Here at Sales Recruiters Dallas we are vehement in our opposition to the counter offer as something you should accept, however, can only urge and advise you on what we think is the right course of action.
Job Acceptance Hack! We refer a lot to an article written in the National Business Employment Weekly by Paul Hawkinson, where he refers to accepting a counter offer as walking the “road to career ruin”.
The piece below could not summarize the risk of accepting a counter offer more.
In his own words:
Matthew Henry, the 17th-century writer said, “Many a dangerous temptation comes to us in fine gay colours that are but skin deep.”

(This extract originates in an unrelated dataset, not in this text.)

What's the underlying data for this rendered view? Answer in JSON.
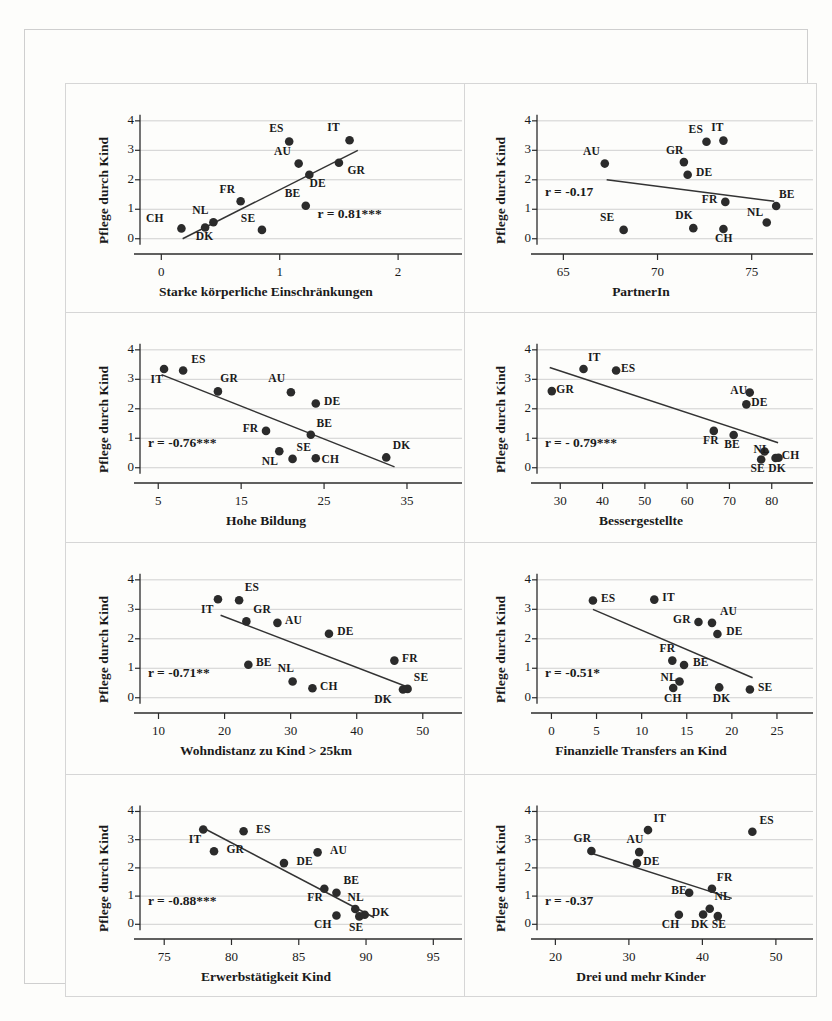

The same can be said for counteroffers, those magnetic enticements designed to lure you back into the nest after you’ve decided it’s time to fly away.
The litany of horror stories I’ve come across in my years as an executive recruiter, consultant and publisher, provides a litmus test that clearly indicates counteroffers should never be accepted— ever!
I define a counteroffer simply as an inducement from your current employer to get you to stay after you’ve announced your intention to take another job. We’re not talking about those instances when you receive an offer but don’t tell your boss. Nor are we discussing offers that you never intended to take, yet tell your employer about anyway as a “they-want-me-but-I’m-staying-with-you” ploy
Interviews with employers who make counteroffers, and employees who accept them, have shown that as tempting as they may be, acceptance may cause career suicide. During the past 20 years, I’ve seen only isolated incidents in which an accepted counteroffer has benefited the employee.
Before you succumb to a tempting counteroffer, consider these universal employment truths:
Any situation in which an employee is forced to get an outside offer before the present employer will suggest a raise, promotion or better working conditions, is suspect.
- No matter what the company says when making its counteroffer, you’ll always be considered a fidelity risk.
- Having once demonstrated your lack of loyalty (for whatever reason), you’ll lose your status as a “team player” and your place in the inner circle.
- Counteroffers are usually nothing more than stall devices to give your employer time to replace you.
- Your reasons for wanting to leave still exist. Conditions are just made a bit more tolerable in the short term because of the raise, promotion or promises made to keep you.
- Counteroffers are only made in response to a threat to quit. Will you have to solicit an offer and threaten to quit every time you deserve better working conditions?
- Decent and well-managed companies don’t make counter offers—ever! Their policies are fair and equitable. They won’t be subjected to “counteroffer coercion” or what they perceive as blackmail.
If the urge to accept a counteroffer hits you, continue to clean out your desk as you count your blessings.